The National Endowment for the Arts
Knox Burger
James O’Shea Wade
Jake Hagwood for letting me tell the story of him and his Stink Dog.
Grateful acknowledgment is made to:
—John Holmes, quoted from his book The Farmer’s Dog, 8th ed., London, Popular Dogs, 1978.
—Tony Iley who quotes David McTeir in Iley’s Sheepdogs at Work, 2nd ed., Clapham, North Yorkshire, Dalesman Publishing Co., 1979.
—Anne Marie Rousseau, whose Shopping Bag Ladies, New York, Pilgrim Press, 1981, first showed me the plight of America’s homeless women.
Some descriptions of the Kentucky Bluegrass Open Sheep Dog Trials first appeared in my article “An Honest Dog,” anthologized in The Dog Book, Jerrold Mundis, ed., New York, Arbor House, 1983.
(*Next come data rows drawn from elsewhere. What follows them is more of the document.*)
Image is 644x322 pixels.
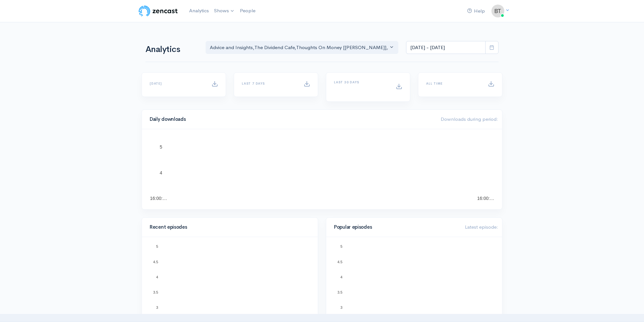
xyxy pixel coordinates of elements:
svg: A chart. [150,244,310,309]
svg: A chart. [150,137,494,201]
div: Advice and Insights , The Dividend Cafe , Thoughts On Money [[PERSON_NAME]] , Alt Blend , On the ... [210,44,388,51]
h4: Popular episodes [334,225,457,230]
text: 5 [156,244,158,249]
text: 16:00:… [150,196,167,200]
text: 5 [340,244,342,249]
h4: Recent episodes [150,225,306,230]
a: Help [465,4,487,18]
h6: Last 7 days [242,82,296,85]
svg: A chart. [334,244,494,309]
a: People [237,4,258,18]
a: Shows [212,4,237,18]
text: 3.5 [337,290,342,294]
a: Analytics [186,4,212,18]
span: Downloads during period: [441,116,498,122]
text: 4 [340,275,342,279]
h6: Last 30 days [334,80,388,84]
text: 4.5 [153,260,158,264]
span: Latest episode: [465,224,498,230]
text: 4.5 [337,260,342,264]
img: ZenCast Logo [137,5,179,17]
h6: All time [426,82,480,85]
text: 16:00:… [477,196,494,200]
text: 5 [159,144,162,150]
h6: [DATE] [150,82,203,85]
button: Advice and Insights, The Dividend Cafe, Thoughts On Money [TOM], Alt Blend, On the Hook [206,41,398,54]
text: 3 [156,306,158,309]
text: 4 [159,170,162,175]
text: 3.5 [153,290,158,294]
h4: Daily downloads [150,117,433,122]
text: 4 [156,275,158,279]
img: ... [491,5,504,17]
input: analytics date range selector [406,41,485,54]
h1: Analytics [146,45,198,54]
text: 3 [340,306,342,309]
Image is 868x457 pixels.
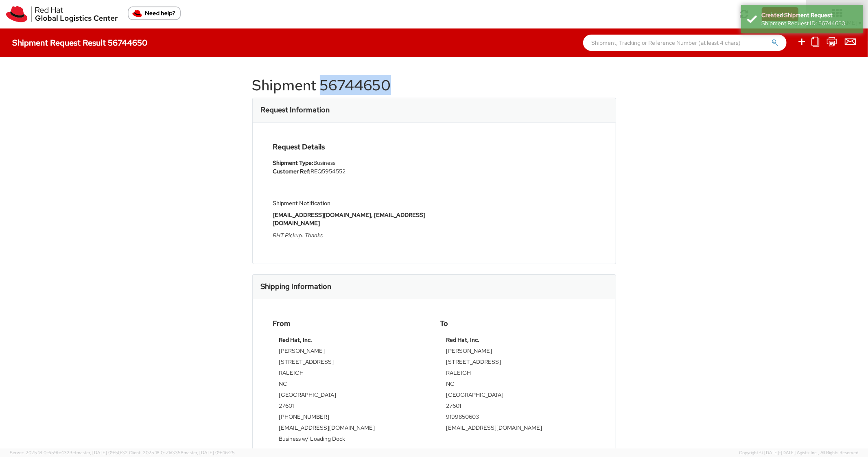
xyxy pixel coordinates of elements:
[279,358,422,369] td: [STREET_ADDRESS]
[440,320,595,328] h4: To
[279,402,422,413] td: 27601
[279,435,422,446] td: Business w/ Loading Dock
[6,6,118,22] img: rh-logistics-00dfa346123c4ec078e1.svg
[261,106,330,114] h3: Request Information
[583,34,786,51] input: Shipment, Tracking or Reference Number (at least 4 chars)
[10,450,127,455] span: Server: 2025.18.0-659fc4323ef
[446,347,589,358] td: [PERSON_NAME]
[273,143,428,151] h4: Request Details
[13,38,148,48] h4: Shipment Request Result 56744650
[273,167,428,176] li: REQ5954552
[261,282,331,291] h3: Shipping Information
[279,369,422,379] td: RALEIGH
[446,336,479,343] strong: Red Hat, Inc.
[76,450,127,455] span: master, [DATE] 09:50:32
[273,231,323,239] i: RHT Pickup. Thanks
[127,7,181,20] button: Need help?
[279,391,422,402] td: [GEOGRAPHIC_DATA]
[253,78,616,94] h1: Shipment 56744650
[273,200,428,206] h5: Shipment Notification
[279,379,422,391] td: NC
[279,424,422,435] td: [EMAIL_ADDRESS][DOMAIN_NAME]
[184,450,235,455] span: master, [DATE] 09:46:25
[446,402,589,413] td: 27601
[279,347,422,358] td: [PERSON_NAME]
[279,336,312,343] strong: Red Hat, Inc.
[446,413,589,424] td: 9199850603
[446,379,589,391] td: NC
[273,320,428,328] h4: From
[273,211,426,227] strong: [EMAIL_ADDRESS][DOMAIN_NAME], [EMAIL_ADDRESS][DOMAIN_NAME]
[761,11,857,19] div: Created Shipment Request
[446,391,589,402] td: [GEOGRAPHIC_DATA]
[446,358,589,369] td: [STREET_ADDRESS]
[446,424,589,435] td: [EMAIL_ADDRESS][DOMAIN_NAME]
[279,413,422,424] td: [PHONE_NUMBER]
[739,450,858,456] span: Copyright © [DATE]-[DATE] Agistix Inc., All Rights Reserved
[273,168,311,175] strong: Customer Ref:
[273,158,428,167] li: Business
[273,159,313,166] strong: Shipment Type:
[446,369,589,379] td: RALEIGH
[761,19,857,27] div: Shipment Request ID: 56744650
[129,450,235,455] span: Client: 2025.18.0-71d3358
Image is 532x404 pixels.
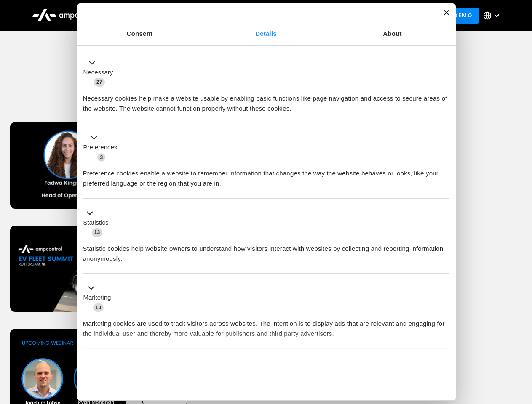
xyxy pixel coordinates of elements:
label: Statistics [83,218,109,228]
a: About [330,22,456,45]
span: 27 [94,78,105,87]
button: Close banner [444,10,450,16]
div: Statistic cookies help website owners to understand how visitors interact with websites by collec... [83,237,450,264]
span: 2 [139,360,147,368]
button: Okay [328,370,449,394]
button: Unclassified (2) [83,358,152,369]
label: Marketing [83,293,111,303]
button: Necessary (27) [83,58,119,87]
div: Marketing cookies are used to track visitors across websites. The intention is to display ads tha... [83,312,450,339]
button: Statistics (13) [83,208,114,237]
label: Necessary [83,68,113,77]
span: 3 [97,153,105,162]
button: Marketing (10) [83,283,116,313]
h1: Upcoming Webinars [10,85,522,105]
button: Preferences (3) [83,133,123,162]
div: Necessary cookies help make a website usable by enabling basic functions like page navigation and... [83,87,450,114]
span: 13 [92,228,103,236]
a: Consent [77,22,203,45]
span: 10 [93,304,104,312]
a: Details [203,22,330,45]
div: Preference cookies enable a website to remember information that changes the way the website beha... [83,162,450,189]
label: Preferences [83,143,118,152]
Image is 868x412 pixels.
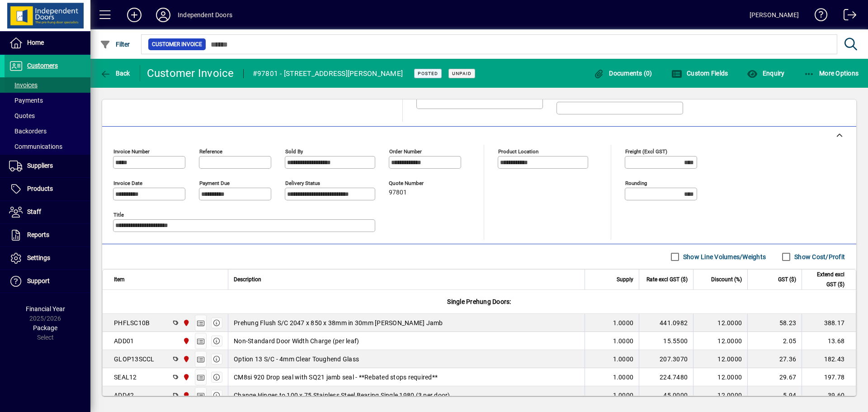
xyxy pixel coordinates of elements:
div: Single Prehung Doors: [103,290,855,313]
app-page-header-button: Back [90,65,140,81]
div: 15.5500 [644,337,687,345]
span: Christchurch [181,318,191,328]
span: Christchurch [181,372,191,382]
mat-label: Product location [498,149,538,154]
span: Payments [9,97,43,104]
td: 12.0000 [693,368,747,387]
span: Back [100,70,130,77]
mat-label: Freight (excl GST) [625,149,667,154]
td: 2.05 [747,332,801,350]
span: Description [234,274,261,285]
mat-label: Title [113,212,124,218]
span: Invoices [9,81,37,89]
td: 12.0000 [693,350,747,368]
span: Enquiry [747,70,784,77]
td: 13.68 [801,332,855,350]
div: ADD42 [114,391,134,400]
span: Option 13 S/C - 4mm Clear Toughend Glass [234,355,359,364]
div: 207.3070 [644,355,687,364]
span: Supply [617,274,633,285]
a: Support [4,270,90,293]
span: Suppliers [27,162,53,169]
button: Back [98,65,132,81]
button: Enquiry [745,65,786,81]
td: 5.94 [747,387,801,404]
span: 1.0000 [613,373,633,382]
span: Products [27,185,53,192]
a: Staff [4,201,90,224]
div: GLOP13SCCL [114,355,154,364]
span: Home [27,39,44,46]
span: Quote number [389,181,443,187]
button: More Options [801,65,861,81]
td: 39.60 [801,387,855,404]
a: Backorders [4,123,90,139]
a: Settings [4,247,90,269]
span: Posted [418,71,438,77]
span: Documents (0) [594,70,652,77]
td: 58.23 [747,314,801,332]
mat-label: Reference [199,149,223,154]
a: Logout [837,2,856,31]
span: Communications [9,143,62,150]
span: Backorders [9,127,46,135]
mat-label: Sold by [285,149,303,154]
span: CM8si 920 Drop seal with SQ21 jamb seal - **Rebated stops required** [234,373,438,382]
div: SEAL12 [114,373,137,382]
button: Add [120,7,148,23]
span: Quotes [9,112,35,119]
a: Knowledge Base [808,2,828,31]
td: 182.43 [801,350,855,368]
span: 1.0000 [613,391,633,400]
a: Suppliers [4,154,90,177]
span: GST ($) [778,274,796,285]
span: Staff [27,208,41,215]
span: Customers [27,62,58,69]
a: Products [4,178,90,200]
a: Payments [4,93,90,108]
span: More Options [804,70,859,77]
span: 97801 [389,189,407,197]
span: Prehung Flush S/C 2047 x 850 x 38mm in 30mm [PERSON_NAME] Jamb [234,318,443,328]
div: 45.0000 [644,391,687,400]
div: 224.7480 [644,373,687,382]
mat-label: Invoice date [113,180,143,187]
mat-label: Payment due [199,180,229,187]
label: Show Cost/Profit [792,252,844,262]
td: 29.67 [747,368,801,387]
button: Filter [98,36,132,52]
span: Financial Year [26,306,65,312]
span: Custom Fields [671,70,728,77]
mat-label: Rounding [625,180,647,187]
a: Reports [4,224,90,247]
td: 197.78 [801,368,855,387]
span: Non-Standard Door Width Charge (per leaf) [234,337,359,345]
span: Filter [100,41,130,48]
td: 12.0000 [693,332,747,350]
div: Independent Doors [178,8,232,22]
span: 1.0000 [613,337,633,345]
span: Christchurch [181,336,191,346]
span: Reports [27,231,49,238]
span: Extend excl GST ($) [807,269,844,290]
span: Support [27,277,50,285]
mat-label: Invoice number [113,149,149,154]
button: Profile [148,7,178,23]
mat-label: Order number [389,149,422,154]
span: Discount (%) [711,274,741,285]
span: Christchurch [181,390,191,400]
button: Custom Fields [669,65,731,81]
button: Documents (0) [591,65,655,81]
a: Invoices [4,78,90,93]
span: 1.0000 [613,318,633,328]
span: Package [33,324,57,332]
div: PHFLSC10B [114,318,149,328]
td: 27.36 [747,350,801,368]
span: Item [114,274,125,285]
span: Christchurch [181,355,191,364]
div: Customer Invoice [147,66,235,80]
a: Communications [4,139,90,154]
td: 12.0000 [693,314,747,332]
span: Settings [27,254,50,262]
span: Unpaid [452,71,472,77]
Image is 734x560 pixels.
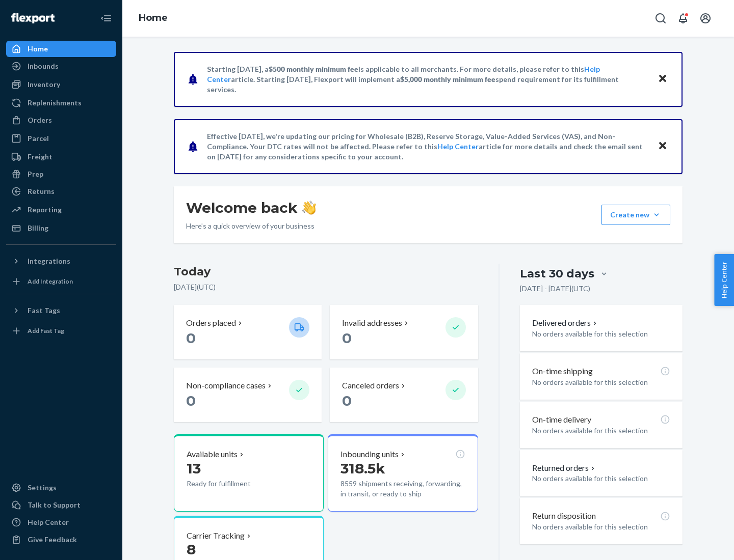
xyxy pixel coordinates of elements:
[6,183,116,200] a: Returns
[6,253,116,269] button: Integrations
[400,75,495,83] span: $5,000 monthly minimum fee
[714,254,734,306] button: Help Center
[174,305,322,359] button: Orders placed 0
[6,112,116,128] a: Orders
[532,522,670,532] p: No orders available for this selection
[28,256,70,266] div: Integrations
[6,532,116,548] button: Give Feedback
[186,317,236,329] p: Orders placed
[174,264,478,280] h3: Today
[6,323,116,339] a: Add Fast Tag
[6,76,116,93] a: Inventory
[28,518,69,527] div: Help Center
[28,115,52,126] div: Orders
[186,330,196,347] span: 0
[6,220,116,237] a: Billing
[6,303,116,319] button: Fast Tags
[330,368,478,422] button: Canceled orders 0
[28,61,58,71] div: Inbounds
[601,205,670,225] button: Create new
[532,462,597,474] button: Returned orders
[187,479,281,489] p: Ready for fulfillment
[186,221,316,231] p: Here’s a quick overview of your business
[186,198,316,217] h1: Welcome back
[6,41,116,57] a: Home
[532,377,670,388] p: No orders available for this selection
[520,266,594,282] div: Last 30 days
[28,326,64,335] div: Add Fast Tag
[342,330,351,347] span: 0
[174,368,322,422] button: Non-compliance cases 0
[330,305,478,359] button: Invalid addresses 0
[186,380,265,391] p: Non-compliance cases
[6,497,116,514] a: Talk to Support
[96,8,116,28] button: Close Navigation
[532,317,599,329] button: Delivered orders
[207,131,648,162] p: Effective [DATE], we're updating our pricing for Wholesale (B2B), Reserve Storage, Value-Added Se...
[532,426,670,436] p: No orders available for this selection
[6,149,116,165] a: Freight
[28,187,55,196] div: Returns
[186,392,196,409] span: 0
[340,479,465,499] p: 8559 shipments receiving, forwarding, in transit, or ready to ship
[28,98,81,108] div: Replenishments
[28,169,43,179] div: Prep
[651,8,671,28] button: Open Search Box
[6,480,116,496] a: Settings
[6,166,116,183] a: Prep
[28,483,56,493] div: Settings
[207,64,648,95] p: Starting [DATE], a is applicable to all merchants. For more details, please refer to this article...
[28,205,62,215] div: Reporting
[28,133,49,144] div: Parcel
[28,305,60,316] div: Fast Tags
[6,58,116,74] a: Inbounds
[328,434,478,512] button: Inbounding units318.5k8559 shipments receiving, forwarding, in transit, or ready to ship
[11,13,55,24] img: Flexport logo
[28,223,49,233] div: Billing
[139,12,167,24] a: Home
[28,80,60,90] div: Inventory
[532,510,596,522] p: Return disposition
[187,541,196,558] span: 8
[520,284,590,294] p: [DATE] - [DATE] ( UTC )
[28,500,81,510] div: Talk to Support
[532,474,670,484] p: No orders available for this selection
[302,201,316,215] img: hand-wave emoji
[437,142,478,151] a: Help Center
[6,202,116,218] a: Reporting
[656,139,669,154] button: Close
[187,449,237,461] p: Available units
[342,392,351,409] span: 0
[6,273,116,290] a: Add Integration
[28,152,53,162] div: Freight
[174,434,324,512] button: Available units13Ready for fulfillment
[269,65,358,74] span: $500 monthly minimum fee
[656,71,669,87] button: Close
[6,95,116,111] a: Replenishments
[131,3,176,33] ol: breadcrumbs
[340,460,385,477] span: 318.5k
[6,514,116,531] a: Help Center
[695,8,716,28] button: Open account menu
[28,535,77,545] div: Give Feedback
[532,366,593,377] p: On-time shipping
[28,277,73,286] div: Add Integration
[174,282,478,292] p: [DATE] ( UTC )
[532,329,670,339] p: No orders available for this selection
[342,317,402,329] p: Invalid addresses
[187,460,201,477] span: 13
[28,44,48,54] div: Home
[187,530,244,542] p: Carrier Tracking
[6,130,116,146] a: Parcel
[342,380,399,391] p: Canceled orders
[532,414,591,426] p: On-time delivery
[673,8,693,28] button: Open notifications
[340,449,399,461] p: Inbounding units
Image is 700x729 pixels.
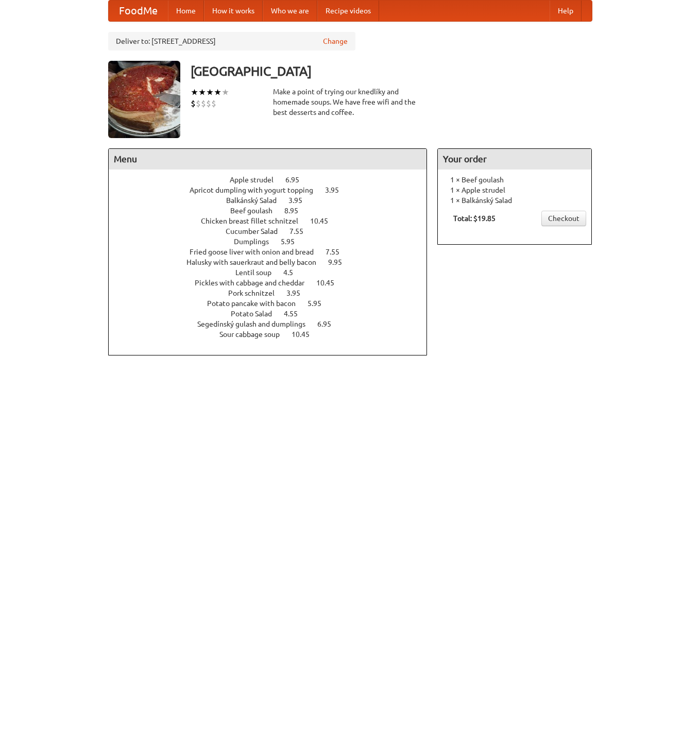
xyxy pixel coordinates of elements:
[234,237,279,245] span: Dumplings
[287,288,311,297] span: 3.95
[230,206,283,214] span: Beef goulash
[220,330,290,338] span: Sour cabbage soup
[198,86,206,98] li: ★
[187,258,326,267] span: Halusky with sauerkraut and belly bacon
[285,176,310,184] span: 6.95
[191,60,593,82] h3: [GEOGRAPHIC_DATA]
[206,98,212,109] li: $
[308,299,332,308] span: 5.95
[213,86,222,98] li: ★
[235,268,312,277] a: Lentil soup 4.5
[191,86,198,98] li: ★
[225,227,288,235] span: Cucumber Salad
[108,60,180,138] img: angular.jpg
[225,227,323,235] a: Cucumber Salad 7.55
[541,211,586,226] a: Checkout
[201,217,347,225] a: Chicken breast fillet schnitzel 10.45
[204,1,263,21] a: How it works
[443,175,586,185] li: 1 × Beef goulash
[310,217,338,225] span: 10.45
[289,196,312,204] span: 3.95
[230,176,318,184] a: Apple strudel 6.95
[328,258,353,267] span: 9.95
[206,86,213,98] li: ★
[207,299,341,308] a: Potato pancake with bacon 5.95
[190,186,323,194] span: Apricot dumpling with yogurt topping
[316,278,345,287] span: 10.45
[226,196,322,204] a: Balkánský Salad 3.95
[317,320,342,328] span: 6.95
[284,310,308,318] span: 4.55
[190,247,358,256] a: Fried goose liver with onion and bread 7.55
[109,148,427,169] h4: Menu
[231,310,282,318] span: Potato Salad
[325,247,350,256] span: 7.55
[438,148,591,169] h4: Your order
[443,185,586,195] li: 1 × Apple strudel
[325,186,349,194] span: 3.95
[201,217,309,225] span: Chicken breast fillet schnitzel
[187,258,361,267] a: Halusky with sauerkraut and belly bacon 9.95
[228,288,285,297] span: Pork schnitzel
[190,186,358,194] a: Apricot dumpling with yogurt topping 3.95
[195,278,354,287] a: Pickles with cabbage and cheddar 10.45
[168,1,204,21] a: Home
[290,227,313,235] span: 7.55
[212,98,216,109] li: $
[283,268,303,277] span: 4.5
[235,268,282,277] span: Lentil soup
[230,206,317,214] a: Beef goulash 8.95
[454,214,496,223] b: Total: $19.85
[228,288,320,297] a: Pork schnitzel 3.95
[197,320,316,328] span: Segedínský gulash and dumplings
[197,320,350,328] a: Segedínský gulash and dumplings 6.95
[108,32,355,50] div: Deliver to: [STREET_ADDRESS]
[109,1,168,21] a: FoodMe
[323,36,348,47] a: Change
[190,247,324,256] span: Fried goose liver with onion and bread
[280,237,305,245] span: 5.95
[317,1,379,21] a: Recipe videos
[230,176,284,184] span: Apple strudel
[443,195,586,205] li: 1 × Balkánský Salad
[284,206,309,214] span: 8.95
[226,196,287,204] span: Balkánský Salad
[234,237,313,245] a: Dumplings 5.95
[195,278,315,287] span: Pickles with cabbage and cheddar
[196,98,201,109] li: $
[273,86,428,117] div: Make a point of trying our knedlíky and homemade soups. We have free wifi and the best desserts a...
[222,86,229,98] li: ★
[201,98,206,109] li: $
[220,330,329,338] a: Sour cabbage soup 10.45
[291,330,320,338] span: 10.45
[207,299,306,308] span: Potato pancake with bacon
[191,98,196,109] li: $
[263,1,317,21] a: Who we are
[550,1,582,21] a: Help
[231,310,317,318] a: Potato Salad 4.55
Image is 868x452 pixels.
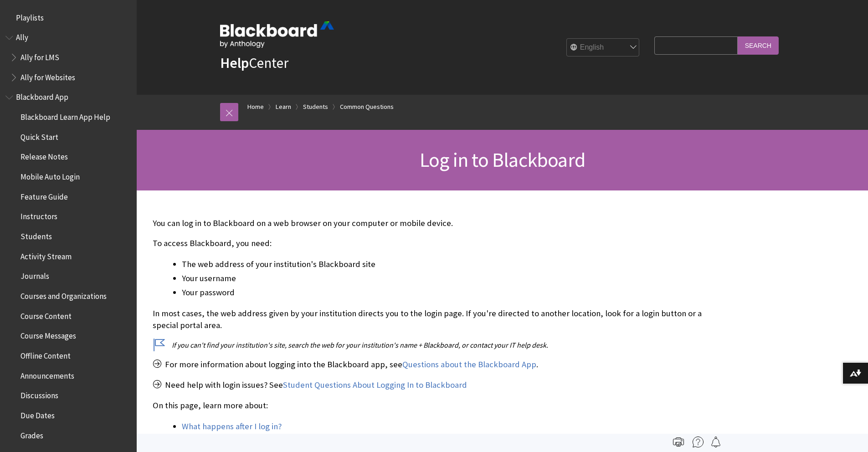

And thanks to Pip and Silk: honest dogs.
About the Author
Donald McCaig is the award-winning author of Nop’s Trials; Nop’s Hope; Eminent Dogs, Dangerous Men; Rhett Butler’s People; and Jacob’s Ladder. He, his wife, Anne, and their border collies work a sheep farm in the mountains of western Virginia.
All rights reserved, including without limitation the right to reproduce this ebook or any portion thereof in any form or by any means, whether electronic or mechanical, now known or hereinafter invented, without the express written permission of the publisher.
This is a work of fiction. Names, characters, places, events, and incidents either are the product of the author’s imagination or are used fictitiously. Any resemblance to actual persons, living or dead, businesses, companies, events, or locales is entirely coincidental.
Ezra Pound, The Cantos of Ezra Pound. Copyright 1948 by permission of New Directions Publishing Corporation.
Copyright © 1984 by Donald McCaig
Cover design by Mauricio Diaz
ISBN: 978-1-4976-1995-1
This edition published in 2014 by Open Road Integrated Media, Inc.